Forty years ago, Paul Jaboulet Aîné was the great house of the Rhône Valley.  As John Livingstone-Learmonth has written, Jaboulet was, “the yardstick … the trailblazer around the world … bringing the very hearth of the Rhône into people’s lives.”

And they did so not only from their home base of Hermitage, but from all of the great appellations throughout the Rhône. Jaboulet’s most famous wine, then and now, is the legendary Hermitage La Chapelle, made from fruit from their own vines.

Yet, from the 1950s through the 1980s—and from Côte Rôtie in the north to Châteauneuf du Pape in the south—Jaboulet also made cuvées from purchased fruit that were among the greatest wines from their respective villages.

That Jaboulet, as a negociant, could achieve such quality is explained partially by the house’s great skill in the cellar. But even more important was their access at that time to fruit from what are some of today’s most famous domaines.

Reign of the Maison

It was the time when the Rhône’s large merchants were all-powerful. Few domaines had the capacity to bottle and sell their own wines, and so the negociants formed relationships with the growers, many with astonishing holdings, to create some of the greatest wines of the day.

And none were more powerful, or made a wider range of great wines, than Jaboulet. Founded in 1834 with important holdings in both Hermitage and Crozes-Hermitage, the firm had a network of hundreds of Rhône Valley growers from whom they purchased fruit. And until World War II, most of its wine (even Hermitage) was sold in cask, often to Bordeaux and Burgundy.

But under the legendary Louis Jaboulet—who ran the maison from 1935 until handing the reins to his son Gérard in 1977—Jaboulet began to bottle more and more of their own wines. This not only increased quantities of the domaine-bottled La Chapelle and Crozes-Hermitage “Domaine de Thalabert;” it gave birth to the great branded cuvées that Louis created through his relationships with the Rhône’s finest domaines.

Tapping the Best

The most famous of these brands was Jaboulet’s towering Châteauneuf du Pape “Les Cèdres” (labeled “La Grappe des Papes” for the French market). A typical Les Cèdres blend was two-thirds Grenache, with the balance largely Syrah. The winemaking was classic: whole cluster fermentation in concrete tank, a month-long maceration and 12-18 months aging in foudre.

Jaboulet’s carefully traditional winemaking made the most of its fruit, but what made Les Cèdres one of the greatest of all Châteauneufs was that the grapes came from some of the Southern Rhône’s greatest domaines. A case in point is Jaboulet’s storied 1967 Les Cèdres which, according to Robert Parker “is made 100% from old vines of Château de la Nerthe.” Today, that fruit would go into la Nerthe’s prestige wine, Cuvée des Cadettes.

Another great branded Jaboulet wine was the Côte Rôtie “Les Jumelles,” which Jancis Robinson says was  “magnificent” in the past. Livingstone-Learmonth wrote that the cuvée typically was “bought in grape form from twelve to sixteen small cultivators, and may contain 5 per cent Viognier.” Were we to know the names of those “small cultivators,” we’re sure that many would be well-known to us today.

La Chapelle & Thalabert

Of course, there was never any doubt about the source of Jaboulet’s two great domaine-bottled wines: Hermitage La Chapelle and Crozes-Hermitage Domaine de Thalabert.

La Chapelle was typically based on the lush fruit of Le Méal and the firm structure of Les Bessards, Hermitage’s two greatest climats. And Domaine de Thalabert owes its Hermitage-like truffly perfume and velvety texture to a special terroir, the pebble-strewn lieu-dit Les Chassis, owned by Jaboulet since its founding in 1834.

Sadly, the rise of domaine-bottling in the late 1980s and early 1990s robbed Jaboulet of many of the fruit sources that made Les Cèdres and Les Jumelles so magical. And family disputes, compounded by the tragically young death of Gérard Jaboulet in 1997, lead to a decline in quality by the start of the new millennium.

But this decline was short-lived, thanks to Jaboulet’s 2006 sale to Compagnie Financière Frey, owners of Ch. La Lagune and a large shareholder in Champagne Billecart-Salmon. The Freys instilled new life in this proud maison, and since 2009 the Jaboulet wines are again outstanding. That’s great news for anyone who loves the beauty of Rhône wines.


Work instructions: For the material that follows, state the number of lines where "Customer" occurs, and add nothing.

Listed records:
%%
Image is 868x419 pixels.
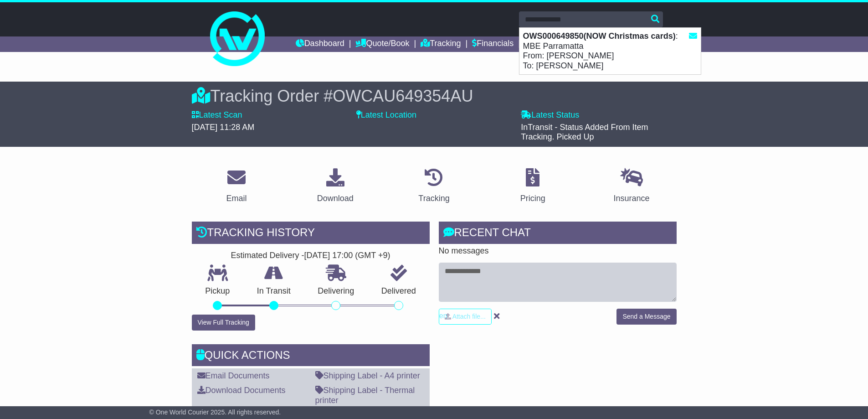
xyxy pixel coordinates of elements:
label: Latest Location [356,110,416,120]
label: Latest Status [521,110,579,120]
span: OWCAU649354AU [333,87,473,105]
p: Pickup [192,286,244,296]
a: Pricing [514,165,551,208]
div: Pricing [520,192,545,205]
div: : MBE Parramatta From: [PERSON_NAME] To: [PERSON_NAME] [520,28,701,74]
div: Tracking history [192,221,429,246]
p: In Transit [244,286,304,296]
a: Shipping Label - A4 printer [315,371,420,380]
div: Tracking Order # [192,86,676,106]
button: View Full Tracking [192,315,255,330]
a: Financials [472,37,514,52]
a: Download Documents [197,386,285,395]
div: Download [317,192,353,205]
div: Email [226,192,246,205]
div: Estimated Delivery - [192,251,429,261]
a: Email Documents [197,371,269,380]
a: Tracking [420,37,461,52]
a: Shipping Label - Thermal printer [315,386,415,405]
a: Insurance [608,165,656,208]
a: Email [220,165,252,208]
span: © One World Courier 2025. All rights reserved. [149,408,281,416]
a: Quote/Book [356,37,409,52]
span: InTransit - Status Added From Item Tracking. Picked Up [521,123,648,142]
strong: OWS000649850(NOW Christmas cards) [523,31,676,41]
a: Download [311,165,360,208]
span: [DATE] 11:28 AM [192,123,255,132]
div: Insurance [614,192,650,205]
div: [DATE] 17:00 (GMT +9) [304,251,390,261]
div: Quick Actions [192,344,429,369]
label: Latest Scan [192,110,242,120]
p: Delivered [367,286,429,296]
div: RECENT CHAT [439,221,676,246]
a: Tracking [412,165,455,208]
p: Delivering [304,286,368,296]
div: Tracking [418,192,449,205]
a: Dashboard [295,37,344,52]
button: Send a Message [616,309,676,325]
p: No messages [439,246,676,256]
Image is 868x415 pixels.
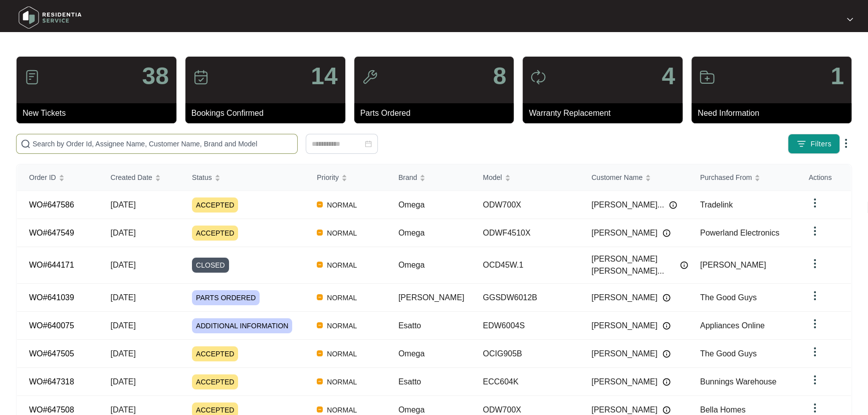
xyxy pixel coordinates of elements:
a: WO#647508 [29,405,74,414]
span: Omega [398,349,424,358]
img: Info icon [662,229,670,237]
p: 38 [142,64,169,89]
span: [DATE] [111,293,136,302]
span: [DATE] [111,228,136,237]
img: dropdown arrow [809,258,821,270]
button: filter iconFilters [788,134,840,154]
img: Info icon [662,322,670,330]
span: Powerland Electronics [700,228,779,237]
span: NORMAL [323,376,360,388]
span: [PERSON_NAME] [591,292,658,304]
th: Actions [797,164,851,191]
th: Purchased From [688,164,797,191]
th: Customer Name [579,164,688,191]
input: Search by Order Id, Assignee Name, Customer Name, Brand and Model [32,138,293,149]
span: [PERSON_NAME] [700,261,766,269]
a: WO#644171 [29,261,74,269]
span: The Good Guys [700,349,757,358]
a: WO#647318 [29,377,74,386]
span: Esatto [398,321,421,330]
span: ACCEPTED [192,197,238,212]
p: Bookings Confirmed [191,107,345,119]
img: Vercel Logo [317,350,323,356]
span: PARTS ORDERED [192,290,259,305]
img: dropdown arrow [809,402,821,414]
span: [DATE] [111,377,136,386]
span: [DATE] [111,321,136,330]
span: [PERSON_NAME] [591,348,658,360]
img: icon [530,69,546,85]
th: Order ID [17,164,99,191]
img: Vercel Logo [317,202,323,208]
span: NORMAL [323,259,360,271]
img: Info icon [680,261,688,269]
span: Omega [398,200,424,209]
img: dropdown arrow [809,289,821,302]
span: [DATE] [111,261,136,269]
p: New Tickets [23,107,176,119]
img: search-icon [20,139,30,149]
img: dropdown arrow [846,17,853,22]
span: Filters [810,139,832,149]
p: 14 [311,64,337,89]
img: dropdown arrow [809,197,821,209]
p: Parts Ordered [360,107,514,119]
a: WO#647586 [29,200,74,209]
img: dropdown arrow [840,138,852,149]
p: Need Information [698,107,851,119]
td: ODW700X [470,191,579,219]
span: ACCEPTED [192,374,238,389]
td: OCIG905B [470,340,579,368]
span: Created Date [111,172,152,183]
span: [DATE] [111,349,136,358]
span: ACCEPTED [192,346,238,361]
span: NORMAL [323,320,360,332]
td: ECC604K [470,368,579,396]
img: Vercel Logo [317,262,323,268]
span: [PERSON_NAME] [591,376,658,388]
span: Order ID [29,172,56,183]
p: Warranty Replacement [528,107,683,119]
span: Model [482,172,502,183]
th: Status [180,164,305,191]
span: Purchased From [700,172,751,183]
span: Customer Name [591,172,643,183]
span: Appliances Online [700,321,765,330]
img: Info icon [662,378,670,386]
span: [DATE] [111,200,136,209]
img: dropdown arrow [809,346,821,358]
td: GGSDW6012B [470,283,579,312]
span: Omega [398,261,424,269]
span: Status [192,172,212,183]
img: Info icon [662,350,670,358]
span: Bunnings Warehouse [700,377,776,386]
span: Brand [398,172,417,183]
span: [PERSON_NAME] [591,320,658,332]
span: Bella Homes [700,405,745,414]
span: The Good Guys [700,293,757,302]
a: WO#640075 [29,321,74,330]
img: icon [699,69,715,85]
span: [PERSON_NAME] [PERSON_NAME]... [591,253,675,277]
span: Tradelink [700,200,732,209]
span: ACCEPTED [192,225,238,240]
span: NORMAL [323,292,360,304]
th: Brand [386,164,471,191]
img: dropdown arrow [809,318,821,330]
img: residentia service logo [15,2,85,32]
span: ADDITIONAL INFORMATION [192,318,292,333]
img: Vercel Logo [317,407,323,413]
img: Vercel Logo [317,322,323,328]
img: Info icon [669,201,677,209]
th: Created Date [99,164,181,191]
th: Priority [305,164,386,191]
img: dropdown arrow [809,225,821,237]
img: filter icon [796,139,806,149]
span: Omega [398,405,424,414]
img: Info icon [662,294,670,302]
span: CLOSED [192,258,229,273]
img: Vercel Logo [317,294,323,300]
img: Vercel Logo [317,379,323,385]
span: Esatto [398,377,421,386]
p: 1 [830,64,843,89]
%%
Output for this exercise: 3